Goodnight Nobody
Goodnight Nobody
by Ethel Rohan
Queen’s Ferry Press, September 2013
138 pages
Phantom pains are a phenomena in which the patient suffers pain in a limb that is no longer part of the body. In Ethel Rohan’s Goodnight Nobody, symbolic phantom pains abound and absence makes the longing for completion more keen. There is a subdued humanity in each of the thirty stories that mix melancholy and joy with a sense of loneliness. In “The Splitting Image,” twin boys are identical apart from a missing arm on one. Despite their mirrored images, their personalities could not be more different. This disparity becomes a schism symbolized by the absent arm. One brother wants a whole arm to be complete while the other wishes his brother would “take it. Just fucking take it.” Unfortunately, it’s neither his to give nor his brother’s to take, and both are stuck as they are.
Likewise, thirteen-year-old Esther has lost her grandfather to spontaneous combustion in “Out of the Ashes.” Speculations from those around them run rampant, including ones that his death had something to do with supernatural forces. All the talk has her disconcerted and her mother has taken it hardest, verbally exploding at someone who asks about the cryptic nature of his death. Esther is helpless to act and wonders if her grandpa truly had made some type of sinister deal. The threat of such a possibility scares her and her sense of alienation is emphasized by the burn of the sun.
There’s an organic melding of themes and the obsessions the characters wield in many of the stories. In “Bee Killer,” the disconnect between a husband and wife is represented by a hive of bees the husband maintains. The emotional gulf between them is both grand and dwindling, difficult to articulate and yet swarming with stinging malcontent. He seems more concerned with the bees than her well being. It’s the quiet discontents that add up and eventually overwhelm:
“What about the queen?” I said. “The colony would be nothing without the queen.”
“She’s as much a slave to duty as the rest,” he said. “Average queen lays two million eggs in her lifetime.” He went on to tell me how a sick bee leaves the colony to die alone, so as not to infect the others. “Sacrifices himself,” he said.
“Plenty of us do that,” I said.
A photographer from “Darkroom” is going blind from a condition that is both “genetic and degenerative.” Fueled by her pending blindness, she wants to capture “the photograph of a lifetime.” The permanence of the camera becomes a substitute for the deterioration in her eyes and the visibility that will soon escape her. Capturing an image of the giraffe becomes the specific target and she goes on an adventure with her husband to get it. It seems foolhardy, until we realize it’s her way of warding off the inevitability of permanent darkness:
“I wish the blindness would just come and take my eyes right now.” Her voice shook and she held herself. “I hate the waiting.”
He pulled her into his arms and hid his tears in her hair, seeing those zoo elephants from so long ago and remembering the tickle of the animal’s trunk on his palm and the side of his face, its breath warm and pleasant, but searching, searching.
All of Rohan’s characters search for things they can’t have and the prose is elegantly wrought, neither excessively sentimental nor overtly flashy. Instead, there is a lush rhythm in the sentences that renders observations in natural beats. Judgment is suppressed in favor of an understanding of the complexities of friendship and family, however quaint or unusual. Irish settings for many of the stories act as a unique brogue against the landscape of the collection. Everyone is drifting, flotsam from the shipwreck of modern conjunctions. The shorter length of many of the stories make them seem like splices from a bigger sampling, a gauge on the tempo of a bigger macrocosm.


EXERCISE BRIEF – Leave the images behind and copy every record exactly.
::::::::::
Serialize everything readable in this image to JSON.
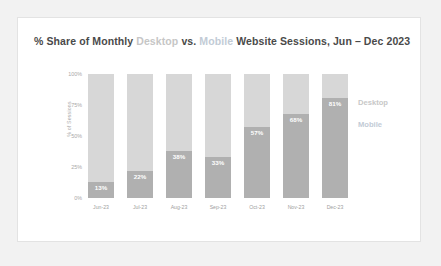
{
  "card": {
    "title_parts": {
      "pre": "% Share of Monthly ",
      "desktop": "Desktop",
      "mid": " vs. ",
      "mobile": "Mobile",
      "post": " Website Sessions, Jun – Dec 2023"
    },
    "title_full": "% Share of Monthly Desktop vs. Mobile Website Sessions, Jun – Dec 2023"
  },
  "legend": {
    "desktop": "Desktop",
    "mobile": "Mobile"
  },
  "colors": {
    "desktop": "#d7d7d7",
    "mobile": "#b0b0b0",
    "title_text": "#4a4a4a",
    "axis_text": "#a8a8a8",
    "card_background": "#ffffff",
    "page_background": "#f2f2f2",
    "value_label": "#ffffff"
  },
  "chart_data": {
    "type": "bar",
    "subtype": "stacked-100-percent",
    "title": "% Share of Monthly Desktop vs. Mobile Website Sessions, Jun – Dec 2023",
    "xlabel": "",
    "ylabel": "% of Sessions",
    "ylim": [
      0,
      100
    ],
    "yticks": [
      "0%",
      "25%",
      "50%",
      "75%",
      "100%"
    ],
    "ytick_values": [
      0,
      25,
      50,
      75,
      100
    ],
    "grid": false,
    "legend_position": "right",
    "categories": [
      "Jun-23",
      "Jul-23",
      "Aug-23",
      "Sep-23",
      "Oct-23",
      "Nov-23",
      "Dec-23"
    ],
    "series": [
      {
        "name": "Mobile",
        "color": "#b0b0b0",
        "values": [
          13,
          22,
          38,
          33,
          57,
          68,
          81
        ],
        "labels": [
          "13%",
          "22%",
          "38%",
          "33%",
          "57%",
          "68%",
          "81%"
        ]
      },
      {
        "name": "Desktop",
        "color": "#d7d7d7",
        "values": [
          87,
          78,
          62,
          67,
          43,
          32,
          19
        ],
        "labels": [
          "",
          "",
          "",
          "",
          "",
          "",
          ""
        ]
      }
    ]
  }
}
::::::::::
ANSWER TO THIS PROBLEM –
Serialize everything readable in this image to JSON.
{
  "card": {
    "title_parts": {
      "pre": "% Share of Monthly ",
      "desktop": "Desktop",
      "mid": " vs. ",
      "mobile": "Mobile",
      "post": " Website Sessions, Jun – Dec 2023"
    },
    "title_full": "% Share of Monthly Desktop vs. Mobile Website Sessions, Jun – Dec 2023"
  },
  "legend": {
    "desktop": "Desktop",
    "mobile": "Mobile"
  },
  "colors": {
    "desktop": "#d7d7d7",
    "mobile": "#b0b0b0",
    "title_text": "#4a4a4a",
    "axis_text": "#a8a8a8",
    "card_background": "#ffffff",
    "page_background": "#f2f2f2",
    "value_label": "#ffffff"
  },
  "chart_data": {
    "type": "bar",
    "subtype": "stacked-100-percent",
    "title": "% Share of Monthly Desktop vs. Mobile Website Sessions, Jun – Dec 2023",
    "xlabel": "",
    "ylabel": "% of Sessions",
    "ylim": [
      0,
      100
    ],
    "yticks": [
      "0%",
      "25%",
      "50%",
      "75%",
      "100%"
    ],
    "ytick_values": [
      0,
      25,
      50,
      75,
      100
    ],
    "grid": false,
    "legend_position": "right",
    "categories": [
      "Jun-23",
      "Jul-23",
      "Aug-23",
      "Sep-23",
      "Oct-23",
      "Nov-23",
      "Dec-23"
    ],
    "series": [
      {
        "name": "Mobile",
        "color": "#b0b0b0",
        "values": [
          13,
          22,
          38,
          33,
          57,
          68,
          81
        ],
        "labels": [
          "13%",
          "22%",
          "38%",
          "33%",
          "57%",
          "68%",
          "81%"
        ]
      },
      {
        "name": "Desktop",
        "color": "#d7d7d7",
        "values": [
          87,
          78,
          62,
          67,
          43,
          32,
          19
        ],
        "labels": [
          "",
          "",
          "",
          "",
          "",
          "",
          ""
        ]
      }
    ]
  }
}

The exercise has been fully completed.